Article
Courtesy of Sun Sentinel
By
Ushma Patel
Published January 21, 2005
West
Boynton · Elections are only days away in the gated community of Santa
Cruz, and homeowner association president Frank Porta is under fire for
financial problems at the 152-unit development.
The seven-member board installed Porta as president mid-year, when Shirley
Powell was recalled as president but remained on the board. He promptly switched
management companies without a public discussion by the homeowners' board.
Now,
Porta and Powell have traded barbs over the management of their community and
about each other. The community, which is west of Boynton Beach and off Lawrence
Road, will elect seven board members on Thursday. The new board will then choose
its officers. Porta is running again, but Powell said she has not decided
whether she will run. If she does so, it will be as a write-in candidate, she
said.
Powell, 45, said Porta failed to get the board's approval before switching
management companies, left dangerous tree stumps around the property and let the
community's grass die after lightning hit the electrical box in August,
disabling the sprinkler system.
"Since he's been the new president again, he's done nothing," she
said. "It doesn't take this long when someone is on top of it."
In hiring the new company, Community Association Services Inc. in Boca Raton,
Porta called several board members and said three others agreed with his
decision.
"The whole community wanted APM [the former company, Associated Property
Management of the Palm Beaches] gone. I had enough votes to get that done,"
Porta said. Despite several requests by phone for comment, the owner of
Associated Property Management could not be reached.
Board member Carol Gordon said she got a call and trusted Porta to make the
decision. Neither Powell nor the community vice president Joe McChristian said
they received a phone call.
David St. John, a lawyer who represents more than 700 associations, said Porta's
actions were unusual but not criminal. In his 20 years of community association
law, he's never heard of a board that did not approve hiring a management
company.
"Some associations do have very strong presidents. If they act responsibly,
the boards give them a lot of freedom," he said.
But "at any time, the board can limit the president's authority in any way
it wants to. ... The board is always in charge. That's something that people
forget."
Porta said Powell was uninformed and had hired cheap, ineffective contractors
that he was replacing. In addition, he said money, materials and contractors
were in short supply after the hurricanes.

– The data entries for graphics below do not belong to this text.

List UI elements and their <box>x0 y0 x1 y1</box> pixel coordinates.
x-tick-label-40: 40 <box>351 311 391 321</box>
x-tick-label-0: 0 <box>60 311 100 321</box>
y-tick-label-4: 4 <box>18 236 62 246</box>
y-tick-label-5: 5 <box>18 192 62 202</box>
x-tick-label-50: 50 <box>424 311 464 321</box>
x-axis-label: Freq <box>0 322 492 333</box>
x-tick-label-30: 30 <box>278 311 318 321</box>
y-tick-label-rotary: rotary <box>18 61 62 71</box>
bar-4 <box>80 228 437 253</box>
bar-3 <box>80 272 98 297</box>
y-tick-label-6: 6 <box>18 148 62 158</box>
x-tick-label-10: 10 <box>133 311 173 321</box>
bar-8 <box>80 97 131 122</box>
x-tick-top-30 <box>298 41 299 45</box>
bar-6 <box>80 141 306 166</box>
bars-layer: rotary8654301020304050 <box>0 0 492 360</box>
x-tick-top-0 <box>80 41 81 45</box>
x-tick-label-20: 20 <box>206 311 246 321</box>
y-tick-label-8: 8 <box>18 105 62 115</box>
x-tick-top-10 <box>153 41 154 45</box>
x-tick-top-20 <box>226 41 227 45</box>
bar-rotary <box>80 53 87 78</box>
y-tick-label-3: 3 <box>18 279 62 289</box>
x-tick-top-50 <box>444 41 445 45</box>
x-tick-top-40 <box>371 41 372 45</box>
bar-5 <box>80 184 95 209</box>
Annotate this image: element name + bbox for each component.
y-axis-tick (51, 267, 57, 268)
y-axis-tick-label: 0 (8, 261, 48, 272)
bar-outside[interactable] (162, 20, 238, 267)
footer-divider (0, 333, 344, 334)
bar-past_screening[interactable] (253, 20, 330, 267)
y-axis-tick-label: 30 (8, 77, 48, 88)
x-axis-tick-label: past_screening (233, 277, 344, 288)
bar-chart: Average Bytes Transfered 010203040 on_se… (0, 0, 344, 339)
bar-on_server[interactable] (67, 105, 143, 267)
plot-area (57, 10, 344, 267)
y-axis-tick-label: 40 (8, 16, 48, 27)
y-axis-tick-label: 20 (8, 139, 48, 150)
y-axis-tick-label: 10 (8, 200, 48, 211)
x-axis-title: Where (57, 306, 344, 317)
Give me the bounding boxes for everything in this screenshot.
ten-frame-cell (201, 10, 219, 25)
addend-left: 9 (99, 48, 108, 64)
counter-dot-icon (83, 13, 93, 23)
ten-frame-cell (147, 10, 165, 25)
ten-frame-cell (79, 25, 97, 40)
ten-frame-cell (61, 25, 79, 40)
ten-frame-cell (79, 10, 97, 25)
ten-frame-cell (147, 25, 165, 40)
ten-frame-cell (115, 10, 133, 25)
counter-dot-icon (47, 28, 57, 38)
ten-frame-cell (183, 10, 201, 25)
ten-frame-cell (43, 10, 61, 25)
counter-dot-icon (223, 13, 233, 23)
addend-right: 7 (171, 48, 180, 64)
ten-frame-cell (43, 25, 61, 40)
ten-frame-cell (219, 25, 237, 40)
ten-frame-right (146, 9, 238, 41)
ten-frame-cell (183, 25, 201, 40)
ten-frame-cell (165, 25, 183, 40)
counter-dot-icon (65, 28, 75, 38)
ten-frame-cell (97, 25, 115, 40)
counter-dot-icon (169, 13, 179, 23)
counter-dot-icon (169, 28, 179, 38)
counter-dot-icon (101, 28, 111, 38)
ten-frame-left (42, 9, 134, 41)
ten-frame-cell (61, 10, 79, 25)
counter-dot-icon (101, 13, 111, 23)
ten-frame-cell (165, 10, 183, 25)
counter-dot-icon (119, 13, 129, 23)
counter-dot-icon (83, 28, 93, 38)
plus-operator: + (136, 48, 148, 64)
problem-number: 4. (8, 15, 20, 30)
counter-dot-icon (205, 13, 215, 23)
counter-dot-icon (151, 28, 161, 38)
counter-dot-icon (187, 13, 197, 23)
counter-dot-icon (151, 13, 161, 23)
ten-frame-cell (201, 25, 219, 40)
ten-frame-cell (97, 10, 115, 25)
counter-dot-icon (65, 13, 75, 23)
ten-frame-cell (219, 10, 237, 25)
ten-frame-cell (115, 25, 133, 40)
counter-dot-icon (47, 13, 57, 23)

"She doesn't know what's going on in the community. When she does come out,
she walks her dog and makes an inspection and makes frivolous complaints,"
he said.
Residents and outsiders say the conflict is personal, but the problems are real.
At the entrance off Lawrence Road, part of the gazebo-like structure broken
during the hurricanes was in the median in mid-December. Trees cut off at 3 feet
or leaning at 45-degree angles were plentiful. Much of the grass was brown and
crisp.
Resident Betty Todisco said the buildings have not been pressure washed or
painted in the eight years since their construction, even though the board
raised maintenance fees at the end of 2003 to do so.
"I have no argument with the assessment, but they got the [increase] with
the understanding that things were supposed to be done and they're not,"
Todisco, 65, said. "The board as a whole should be working on this. One
person shouldn't be responsible."
Even if the presidents had wanted to improve the community's appearance, they
would not have been able to afford it with the $145 monthly fees.
"You have a community with very low maintenance fees," property
manager Patrick Garcia said. "It's a community where it will get worked
out, but it's going to take time and money."